━━━ Exercise materials
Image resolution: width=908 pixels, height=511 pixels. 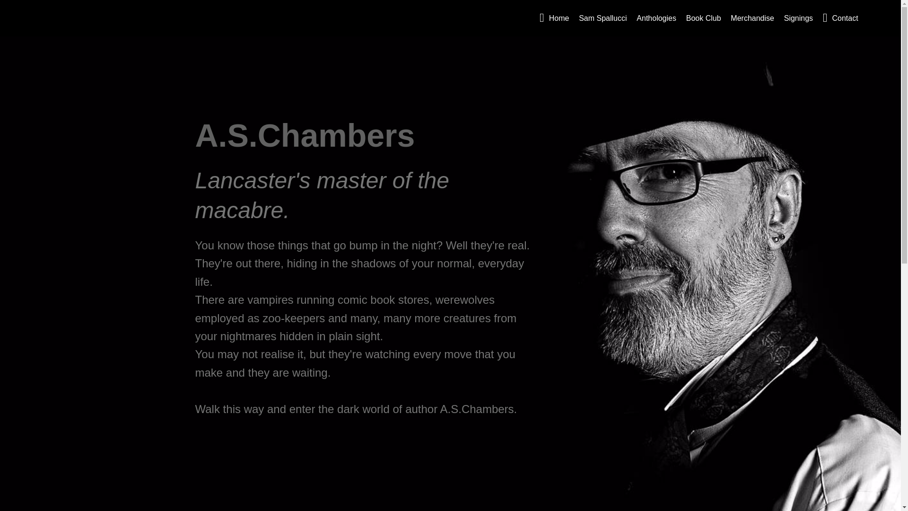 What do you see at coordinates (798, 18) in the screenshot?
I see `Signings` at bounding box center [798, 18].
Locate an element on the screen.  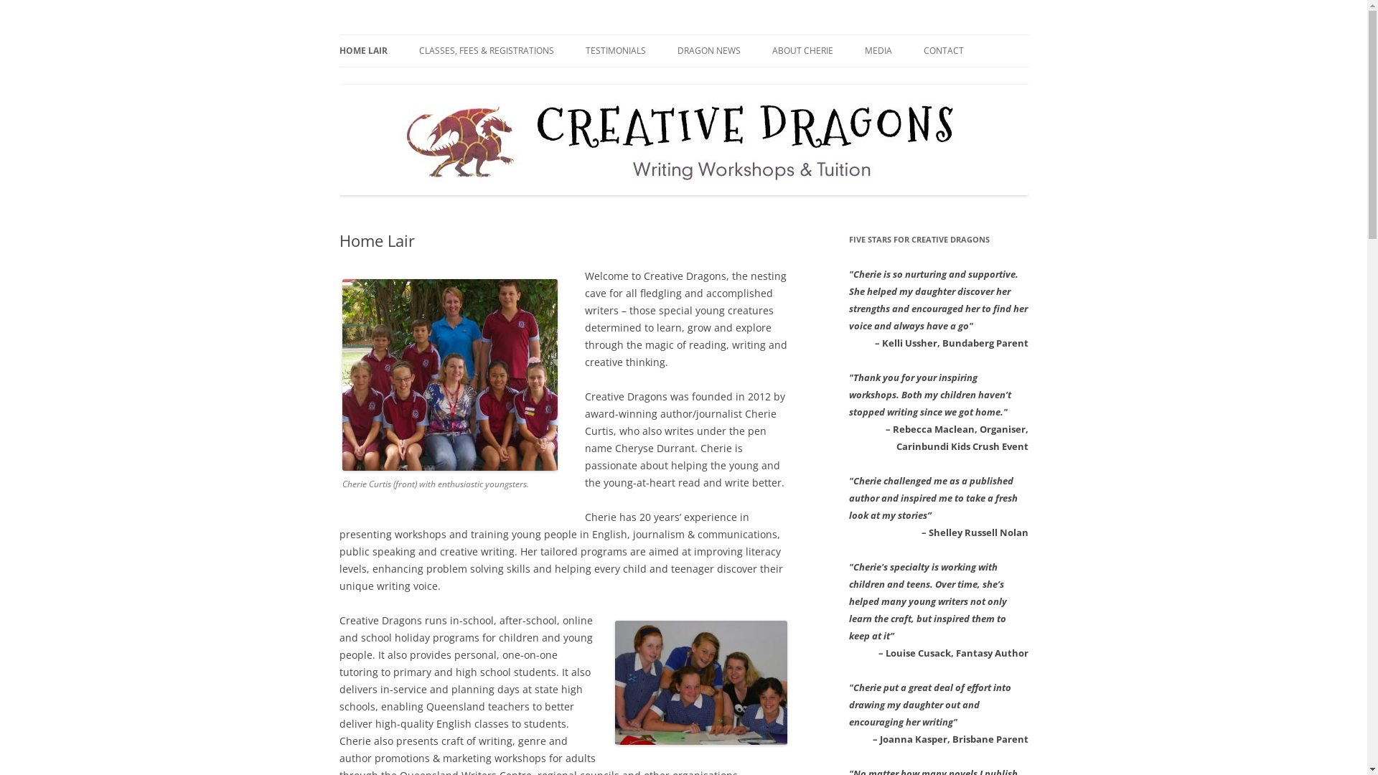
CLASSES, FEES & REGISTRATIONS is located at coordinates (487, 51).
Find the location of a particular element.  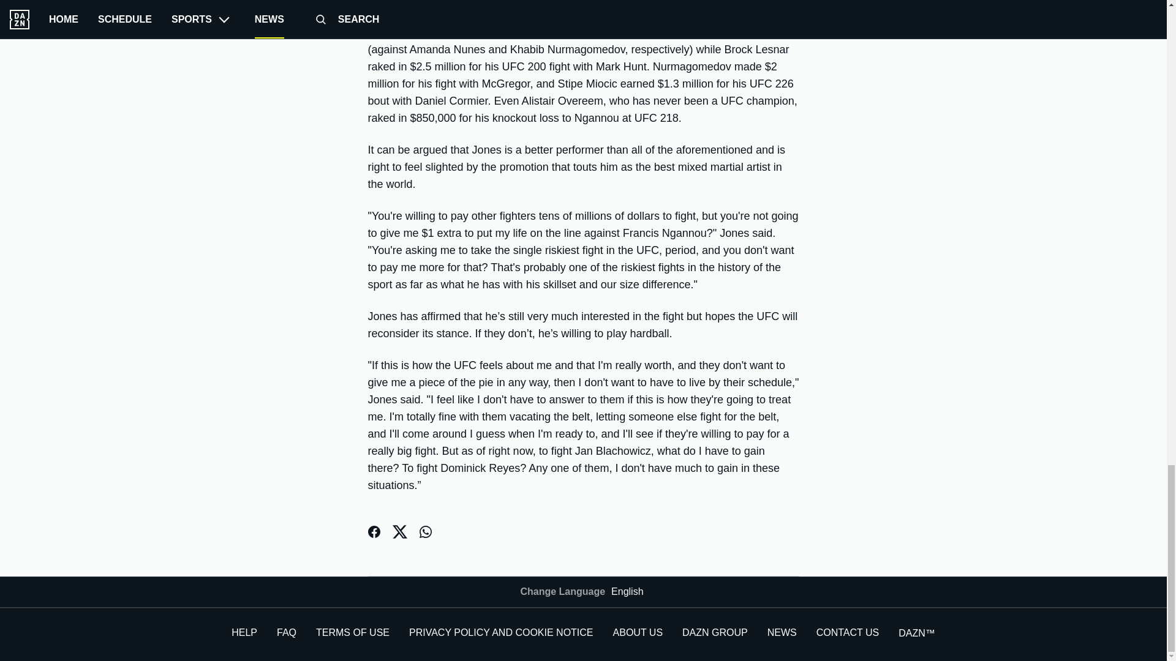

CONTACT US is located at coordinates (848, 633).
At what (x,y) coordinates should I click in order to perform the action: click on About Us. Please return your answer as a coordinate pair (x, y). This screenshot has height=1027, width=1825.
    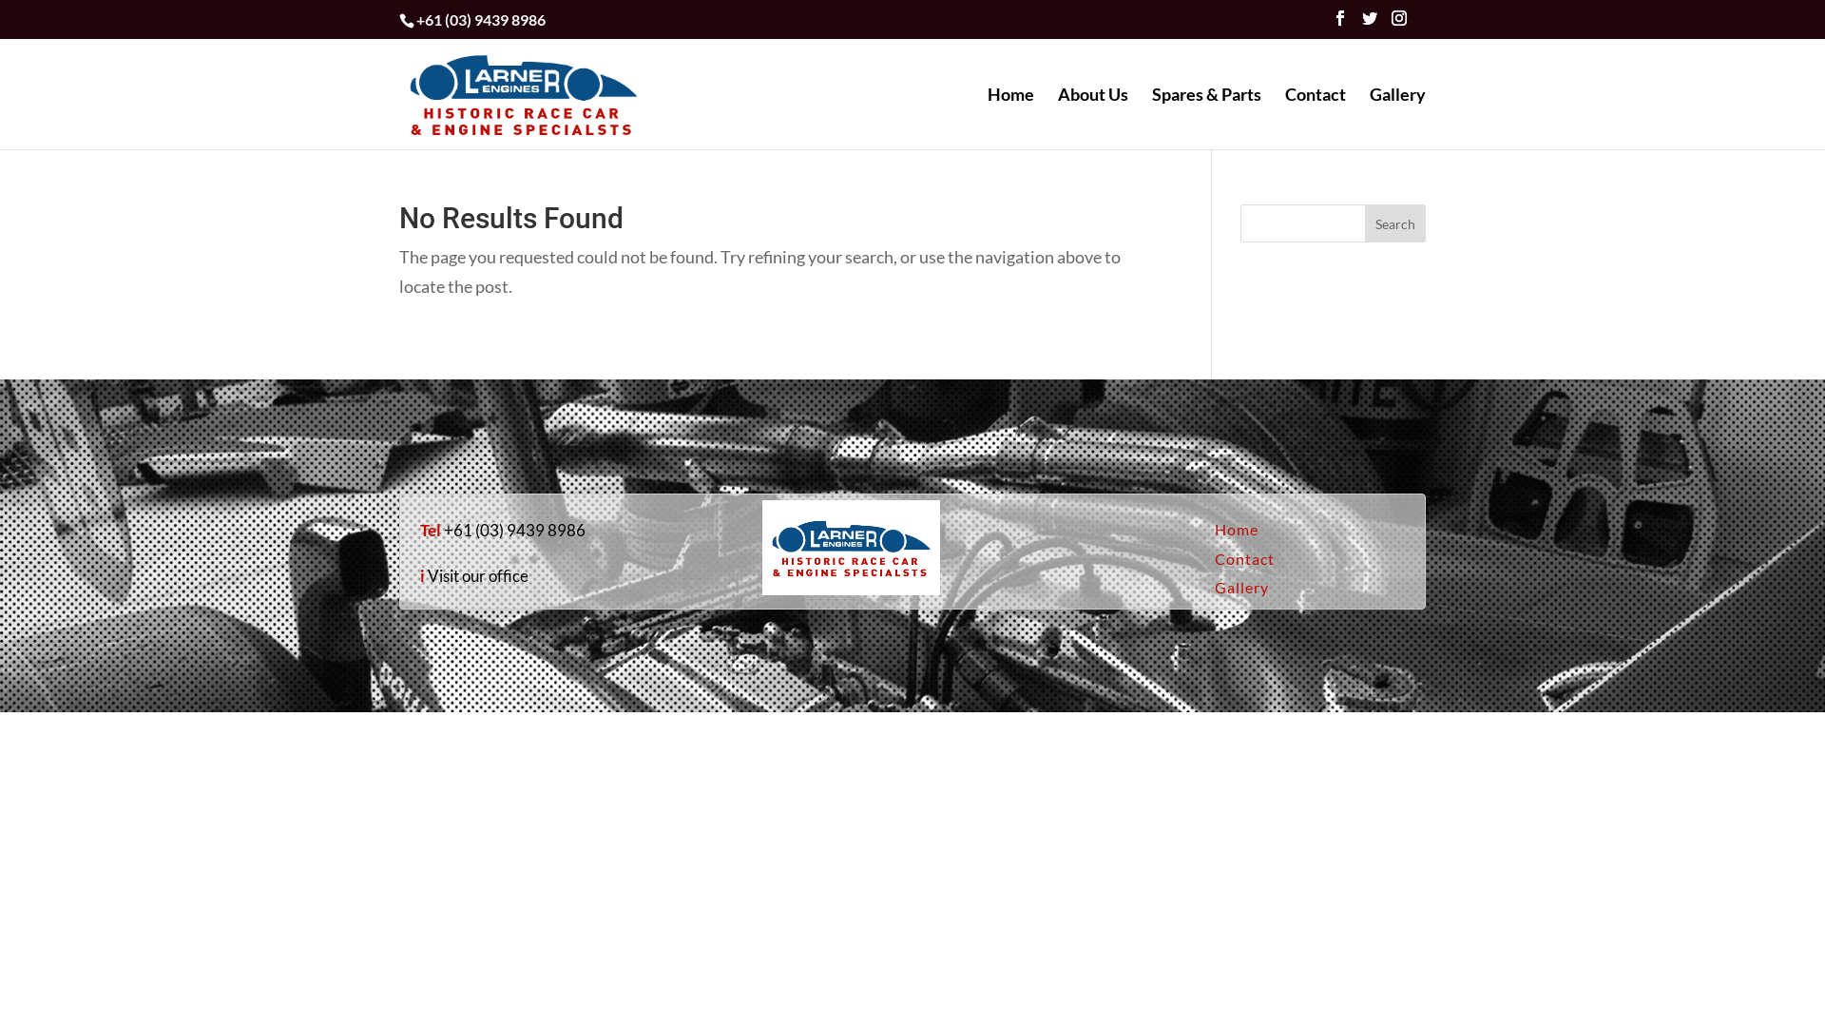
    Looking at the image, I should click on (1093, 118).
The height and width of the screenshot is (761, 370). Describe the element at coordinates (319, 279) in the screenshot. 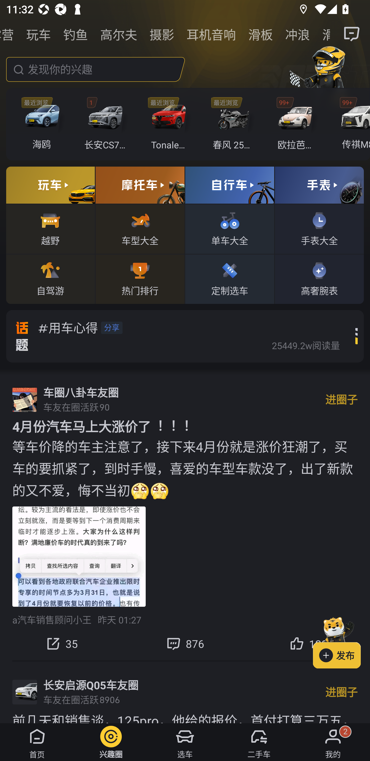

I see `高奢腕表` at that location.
━━━━━━
Every line from the one containing "At what (x,y)" to the final line of the records should be duplicated exactly; no picture is to be copied.

* _Exercise output_
At what (x,y) coordinates should I click in order to perform the action: click on About Us. Please return your answer as a coordinate pair (x, y). This screenshot has height=1027, width=1825.
    Looking at the image, I should click on (1093, 118).
The height and width of the screenshot is (761, 370). Describe the element at coordinates (319, 279) in the screenshot. 

I see `高奢腕表` at that location.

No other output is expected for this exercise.